Arizona’s governor’s race was not especially close. Current Arizona Secretary of State Katie Hobbs (D) defeated Lake by more than 17,000 votes — a margin even larger than what President Joe Biden beat former President Donald Trump by in 2020. The 0.6% difference is outside the statutory recount margin and, even if there was a recount, the margin is far larger than history suggests could ever be overcome, barring Lake from claiming that the results were too close to declare a winner.

Nor can Lake claim fraud. There is simply no evidence of fraud in the election. And, the outgoing governor, Doug Ducey (R), called Hobbs to congratulate her. Recall that Ducey famously refused to answer a phone call from Trump when the former president was obsessed with false allegations of fraud.

Left with no other option, Lake finds herself in the awkward position of blaming her loss on an unusual culprit for election deniers: voter suppression. At the heart of her claim is that Maricopa County, the state’s largest county and home to Phoenix, experienced some equipment failures and long lines on Election Day. There is no question that for some portion of the day there were tabulation machine issues that resulted in long lines to vote and it may be that some voters were sent to alternate voting locations.

However unfortunate, this is not out of the ordinary in our elections. Long lines caused by insufficient or broken voting equipment is a tax usually paid by Black, brown and young voters. At the same time that voters in Maricopa County were waiting in two-hour lines, students at the University of Michigan were enduring near freezing temperatures during their six-hour long wait to cast their ballots. Indeed, past studies have revealed that it is often Black voters — like students, who are traditionally Democratic — who suffer the longest wait times to vote and experience the most frequent equipment failures.

Yet, Republicans like Lake seldom have a sympathetic word for those voters. Indeed, “Big Lie” advocates are more likely to try to prevent voters waiting in long lines from being provided food and water than they are to decry the conditions those voters face. The only difference here is that Lake sees an advantage to using voters who experienced the hardship of voting as pawns in her cynical effort to undermine the 2022 election.

Thankfully, like Trump, her Hail Mary effort to prevent defeat is doomed to fail. In a recent video about her legal preparation, she told her supporters that she “is assembling the best and brightest legal team.” Given her track record, that seems doubtful. However, even if not the best and brightest, if her legal team is competent, they will tell her that she is sure to suffer the same humiliating fate in court that Trump experienced two years ago.

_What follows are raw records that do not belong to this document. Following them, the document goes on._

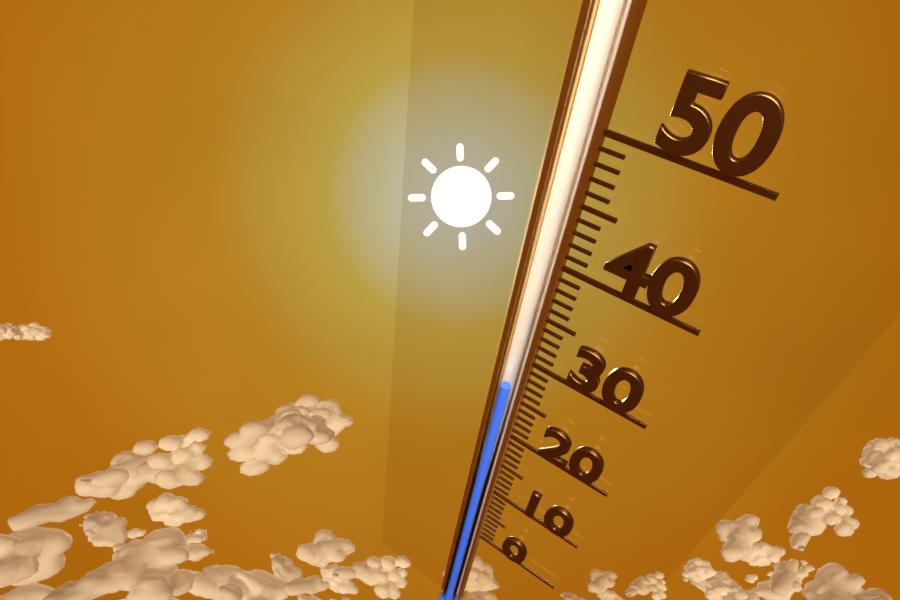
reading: 26 (no unit)
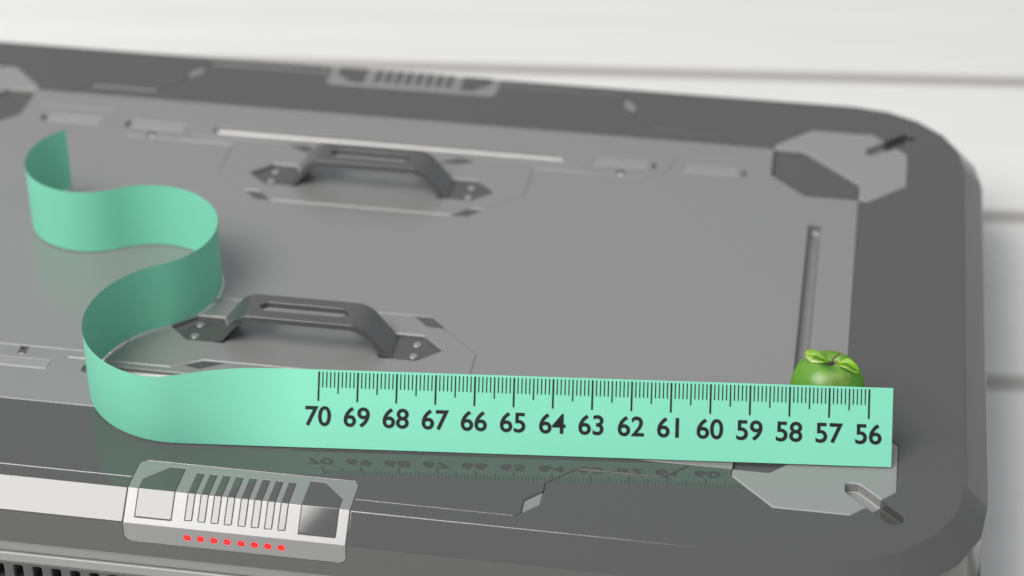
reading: 57.9 (no unit)
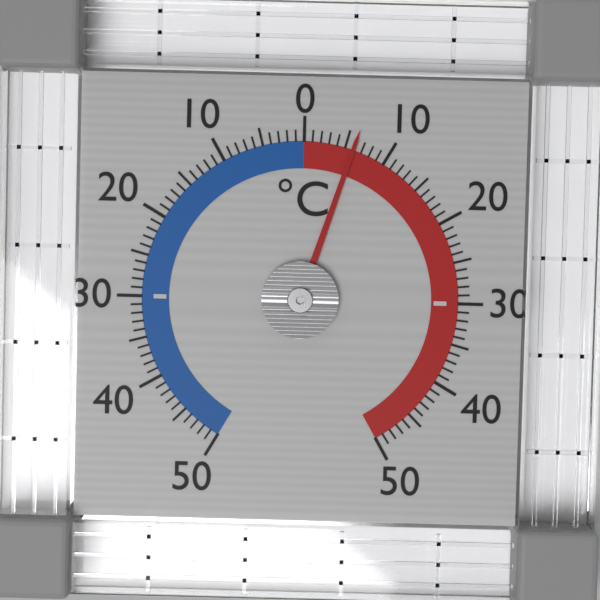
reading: 6 °C
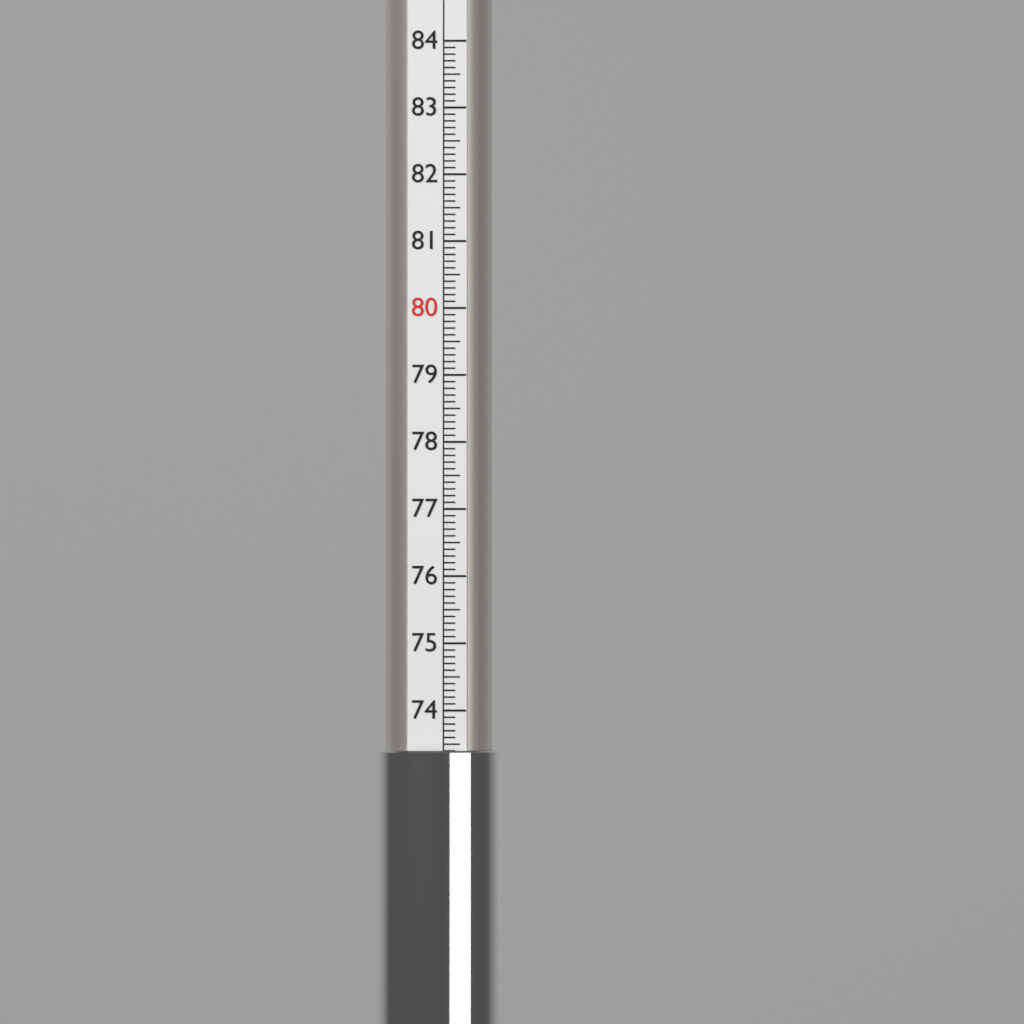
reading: 73.4 (no unit)
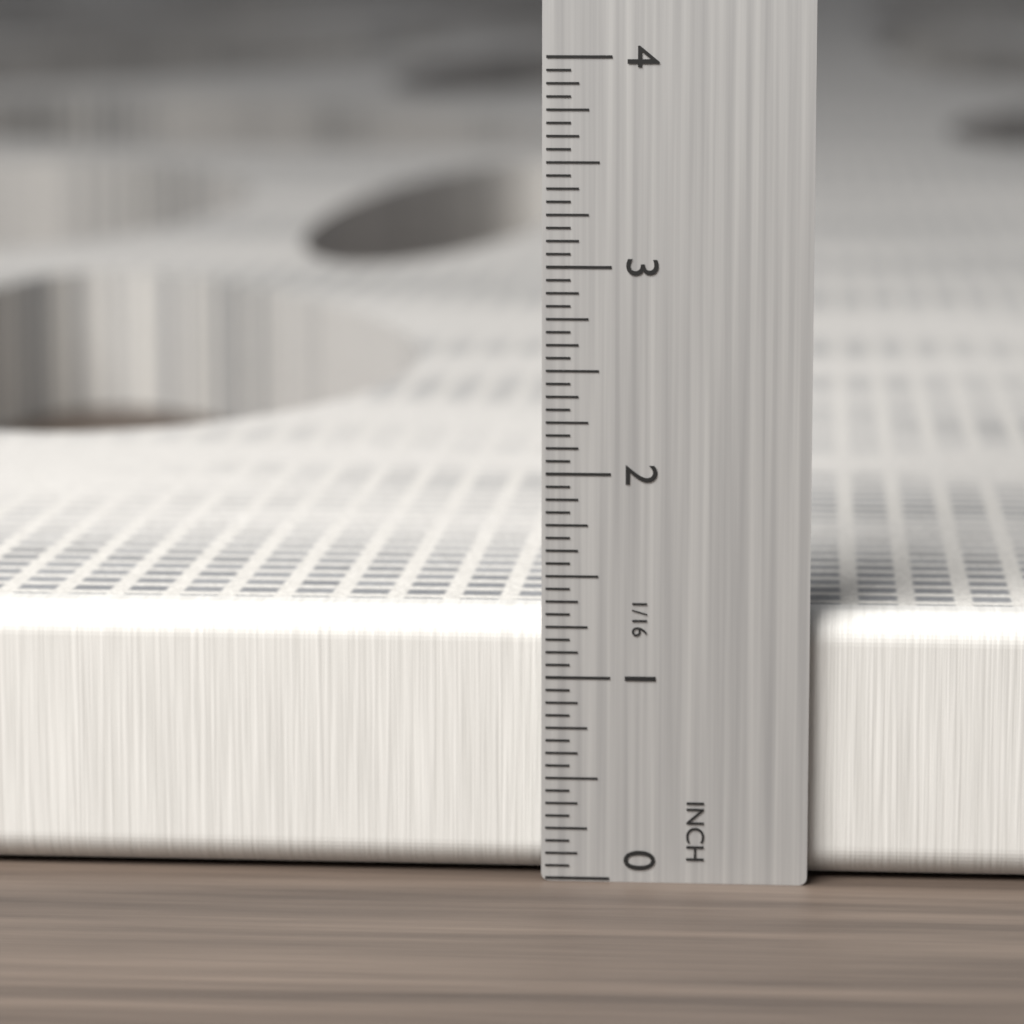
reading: 1.3125 in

I suspect Lake knows this. It explains why so far she has mounted a pathetic public relations campaign rather than take legal action. 

It is too bad, though, because there is an opportunity to use this election as the basis to reform voting in Arizona to make it more accessible and easier to register and vote. But that would require an honest politician who genuinely cares about voting rights and a Republican Party that would support necessary reforms. Neither is the case in Arizona. Either way, Hobbs will make an excellent next governor of the state. That you can count on.